In this article, we will check the way to unlock a container in OpenVZ
OpenVZ
OpenVZ is an operating system-level virtualization technology for Linux. It allows Multiple isolated OS instances, called containers/Virtual Private Servers(VPS)/Virtual Environments(VE) to run on one physical server.
Action Scripts
There could be some situations once you need to perform additional actions when a container is started/stopped. You need OpenVZ action scripts to perform these additional operations to manage a particular container. Action scripts are located in the /vz/private/CTID/scripts/ and /etc/vz/conf directories. There are both global and user-defined scripts for containers. The worldwide action scripts can be executed for all containers and user-defined action scripts are often only un a selected container identified by the container id(CTID). The vzctl has the capability to execute user-defined scripts when a selected vzctl command is run in a container. The vzctl command can execute action scripts like start, stop, restart, mount, and unmount.
syntax
—vzctl [flags] CTID –parameter value[…]
Example
1) To start out a container
—vzctl start CTID [–wait] [–force]
2) To prevent a container
—vzctl stop CTID [–FAST]
3) To restart a container
—vzctl restart CTID [–fast] [–skip-unmount]
4) To understand the present status of a container
—vzctl status CTID
where, start, stop, restart, status is the action script and the CTID is the Container ID.
Locked Container
The OpenVZ container fails to start out and becomes unresponsive sometimes if the action scripts don’t work properly. Sometimes the container will get stuck or unresponsive when time-consuming processes like automated or manual virtuozo backups. At this stage, the container will be unresponsive and is mentioned to be in a locked stage. While starting the OpenVZ container you’ll get an error like this
—[root@server ~]# vzctl stop CTID
—Container already locked
You won’t be ready to start, stop, restart or run any action scripts on the container at this stage.
Solution
Kill the method
If multiple failed attempts are made to start out or restart the container, then every such event will have a separate process id(PID). You want to remove all those pid and also the lock file. The pid can be found out by running the below command.
—ps aux | grep /usr/sbin/vzctl start CTID
—ps aux | grep /usr/sbin/vzctl restart CTID
You can kill the method by killing all those pid found from the above command. Run this command to kill every founded pid.
—kill -9 pid
Delete the lock file
The lock file contains no data and exists as an empty marker file. It contains properties and settings for the lock. The lock file signals the applications that a resource shouldn’t be used until the lock is released. The default location of the lock file is
—/vz/lock/CTID.lck
To release the resources and free the container from the lock, this file must be deleted. Each container has its own specific lock file. To delete the lock file use the command given below.
—[root@server ~]# rm /vz/lock/CTID.lck
—rm : remove regular file ‘/vz/lock/CTID.lck’? y
Kill the checkpoint
Finally kill the checkpoint of the container to unlock and free the resources. The parameter –kill is used to kill the container checkpoint.
—[root@server ~]# vzctl chkpnt CTID –kill
—Killing…
The container isn’t running
Start the container
Once you’ve run all of them, you’ll re-run your container using vzctl start/restart/stop command.
If you would like any longer help please contact our support department.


▶ _What needs to be done_:
For the entries below, the expected answer is the line with "Task: Click on the a: Year", the line with "The height and width of the screenshot is (520, 1096).", and every line between them, exactly as written, and nothing more.

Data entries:
=======

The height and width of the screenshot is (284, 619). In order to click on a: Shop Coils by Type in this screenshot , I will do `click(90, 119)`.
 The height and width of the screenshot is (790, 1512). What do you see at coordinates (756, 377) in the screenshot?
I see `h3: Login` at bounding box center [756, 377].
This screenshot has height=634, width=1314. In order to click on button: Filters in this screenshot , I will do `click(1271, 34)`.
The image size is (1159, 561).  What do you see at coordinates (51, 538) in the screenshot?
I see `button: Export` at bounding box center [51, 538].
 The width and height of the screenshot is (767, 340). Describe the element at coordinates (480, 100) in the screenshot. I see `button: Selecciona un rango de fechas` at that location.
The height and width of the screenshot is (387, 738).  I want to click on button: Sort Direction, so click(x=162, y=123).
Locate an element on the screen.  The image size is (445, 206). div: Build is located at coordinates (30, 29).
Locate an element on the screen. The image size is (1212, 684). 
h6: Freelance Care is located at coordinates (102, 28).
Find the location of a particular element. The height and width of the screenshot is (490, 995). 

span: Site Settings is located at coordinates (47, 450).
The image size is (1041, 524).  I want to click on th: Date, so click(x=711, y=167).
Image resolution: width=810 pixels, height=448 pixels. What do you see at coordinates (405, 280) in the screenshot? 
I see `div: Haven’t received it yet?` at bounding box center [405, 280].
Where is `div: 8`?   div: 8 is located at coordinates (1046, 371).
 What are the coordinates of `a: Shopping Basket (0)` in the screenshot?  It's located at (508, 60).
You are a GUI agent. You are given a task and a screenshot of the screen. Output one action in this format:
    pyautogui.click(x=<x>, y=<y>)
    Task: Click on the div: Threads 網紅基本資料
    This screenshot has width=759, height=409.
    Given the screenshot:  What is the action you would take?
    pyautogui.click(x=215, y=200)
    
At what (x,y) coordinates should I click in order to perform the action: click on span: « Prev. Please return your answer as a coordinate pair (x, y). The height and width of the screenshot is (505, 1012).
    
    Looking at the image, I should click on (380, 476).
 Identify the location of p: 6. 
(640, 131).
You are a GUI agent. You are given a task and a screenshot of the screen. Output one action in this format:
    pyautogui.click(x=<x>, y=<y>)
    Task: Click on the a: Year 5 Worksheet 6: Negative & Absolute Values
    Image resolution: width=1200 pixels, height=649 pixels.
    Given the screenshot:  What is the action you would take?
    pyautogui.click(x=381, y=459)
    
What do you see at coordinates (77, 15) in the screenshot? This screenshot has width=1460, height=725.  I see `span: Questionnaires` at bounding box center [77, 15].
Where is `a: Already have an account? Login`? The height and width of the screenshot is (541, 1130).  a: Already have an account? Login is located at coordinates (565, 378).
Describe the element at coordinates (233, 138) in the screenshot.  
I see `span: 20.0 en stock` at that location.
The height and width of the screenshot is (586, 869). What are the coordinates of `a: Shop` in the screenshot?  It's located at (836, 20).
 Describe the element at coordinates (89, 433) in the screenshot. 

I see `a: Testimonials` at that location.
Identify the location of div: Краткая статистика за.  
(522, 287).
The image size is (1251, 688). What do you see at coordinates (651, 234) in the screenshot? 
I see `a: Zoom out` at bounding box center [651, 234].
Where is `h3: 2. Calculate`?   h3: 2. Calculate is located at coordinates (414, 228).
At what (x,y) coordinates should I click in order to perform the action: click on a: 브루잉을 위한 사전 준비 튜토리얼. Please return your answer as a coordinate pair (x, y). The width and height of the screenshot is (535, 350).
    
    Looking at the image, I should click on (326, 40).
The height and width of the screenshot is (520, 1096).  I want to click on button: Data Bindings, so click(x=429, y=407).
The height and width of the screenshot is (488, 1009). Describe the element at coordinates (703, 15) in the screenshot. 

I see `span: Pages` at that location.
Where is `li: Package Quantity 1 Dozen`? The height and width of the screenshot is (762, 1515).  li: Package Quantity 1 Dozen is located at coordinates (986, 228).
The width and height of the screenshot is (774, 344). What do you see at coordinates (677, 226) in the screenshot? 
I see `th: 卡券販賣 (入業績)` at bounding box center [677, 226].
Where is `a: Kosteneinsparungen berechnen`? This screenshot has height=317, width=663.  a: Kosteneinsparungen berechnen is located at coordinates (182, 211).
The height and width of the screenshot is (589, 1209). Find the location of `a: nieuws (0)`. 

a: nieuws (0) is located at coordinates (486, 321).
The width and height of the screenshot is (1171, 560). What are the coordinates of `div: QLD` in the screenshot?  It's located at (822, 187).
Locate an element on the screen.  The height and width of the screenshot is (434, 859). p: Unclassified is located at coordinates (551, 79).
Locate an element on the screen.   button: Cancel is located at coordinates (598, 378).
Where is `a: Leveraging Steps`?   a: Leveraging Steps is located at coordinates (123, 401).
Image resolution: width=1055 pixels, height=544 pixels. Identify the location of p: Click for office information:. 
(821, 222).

=======

▶ _Expected answer_:
    Task: Click on the a: Year 5 Worksheet 6: Negative & Absolute Values
    Image resolution: width=1200 pixels, height=649 pixels.
    Given the screenshot:  What is the action you would take?
    pyautogui.click(x=381, y=459)
    
What do you see at coordinates (77, 15) in the screenshot? This screenshot has width=1460, height=725.  I see `span: Questionnaires` at bounding box center [77, 15].
Where is `a: Already have an account? Login`? The height and width of the screenshot is (541, 1130).  a: Already have an account? Login is located at coordinates (565, 378).
Describe the element at coordinates (233, 138) in the screenshot.  
I see `span: 20.0 en stock` at that location.
The height and width of the screenshot is (586, 869). What are the coordinates of `a: Shop` in the screenshot?  It's located at (836, 20).
 Describe the element at coordinates (89, 433) in the screenshot. 

I see `a: Testimonials` at that location.
Identify the location of div: Краткая статистика за.  
(522, 287).
The image size is (1251, 688). What do you see at coordinates (651, 234) in the screenshot? 
I see `a: Zoom out` at bounding box center [651, 234].
Where is `h3: 2. Calculate`?   h3: 2. Calculate is located at coordinates (414, 228).
At what (x,y) coordinates should I click in order to perform the action: click on a: 브루잉을 위한 사전 준비 튜토리얼. Please return your answer as a coordinate pair (x, y). The width and height of the screenshot is (535, 350).
    
    Looking at the image, I should click on (326, 40).
The height and width of the screenshot is (520, 1096).  I want to click on button: Data Bindings, so click(x=429, y=407).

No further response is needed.